Winemaker Notes
A well-structured, long-lived wine with intense garnet red color. The aroma is intense and fruity with notes of cherry and prune and pleasant tones of cinnamon and toasted hazelnuts. The taste is austere, full, harmonious and pleasantly tannic, with a persistent finish.
Professional Ratings
-
James Suckling
Roses, blueberries and a touch of cedar. The medium- to full-bodied palate is refined, with fine-grained tannins that turn grippy towards the end, but there’s a wonderful thread of acidity, complemented by evenly distributed, fleshy fruit. Needs a couple of years to soften. Try from 2027.
-
Wilfred Wong of Wine.com
The 2021 Rocca Giovanni BAROLO presents an attractive brick-red color; intoxicating aromas of just-picked blackberries rise from the glass; firm and penetrating on the palate with an undercurrent of polished smoothness; finishes with lacey berry notes that linger with quiet authority—calling for a heroic Piemontese pairing of brasato al Barolo with white truffle over tajarin, where slow-braised beef, silk-thin egg pasta, and the haunting perfume of truffle meet the wine’s structure and depth, each element elevating the other into something timeless and profoundly satisfying. (Tasted: April 6, 2026, San Francisco, CA)
-
Wine Spectator
Camphor and tar notes surround a core of cherry and plum in this muscular red. This is fresh, and the fruit component persists on the finish. Needs a few years to absorb the tannins.
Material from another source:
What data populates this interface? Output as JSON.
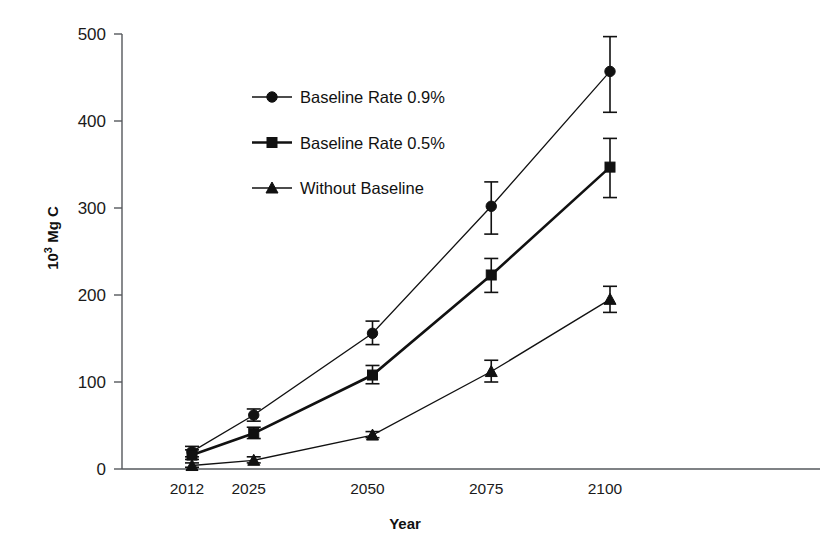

Responsible for some of the most elegant and age-worthy wines in the world, Nebbiolo, named for the ubiquitous autumnal fog (called nebbia in Italian), is the star variety of northern Italy’s Piedmont region. Grown throughout the area, as well as in the neighboring Valle d’Aosta and Valtellina, it reaches its highest potential in the Piedmontese villages of Barolo, Barbaresco and Roero. Outside of Italy, growers are still very much in the experimentation stage but some success has been achieved in parts of California. Somm Secret—If you’re new to Nebbiolo, start with a charming, wallet-friendly, early-drinking Langhe Nebbiolo or Nebbiolo d'Alba.
The center of the production of the world’s most exclusive and age-worthy red wines made from Nebbiolo, the Barolo wine region includes five core townships: La Morra, Monforte d’Alba, Serralunga d’Alba, Castiglione Falletto and the Barolo village itself, as well as a few outlying villages. The landscape of Barolo, characterized by prominent and castle-topped hills, is full of history and romance centered on the Nebbiolo grape. Its wines, with the signature “tar and roses” aromas, have a deceptively light garnet color but full presence on the palate and plenty of tannins and acidity. In a well-made Barolo wine, one can expect to find complexity and good evolution with notes of, for example, strawberry, cherry, plum, leather, truffle, anise, fresh and dried herbs, tobacco and violets.
There are two predominant soil types here, which distinguish Barolo from the lesser surrounding areas. Compact and fertile Tortonian sandy marls define the vineyards farthest west and at higher elevations. Typically the Barolo wines coming from this side, from La Morra and Barolo, can be approachable relatively early on in their evolution and represent the “feminine” side of Barolo, often closer in style to Barbaresco with elegant perfume and fresh fruit.
On the eastern side of the Barolo wine region, Helvetian soils of compressed sandstone and chalks are less fertile, producing wines with intense body, power and structured tannins. This more “masculine” style comes from Monforte d’Alba and Serralunga d’Alba. The township of Castiglione Falletto covers a spine with both soil types.
The best Barolo wines need 10-15 years before they are ready to drink, and can further age for several decades.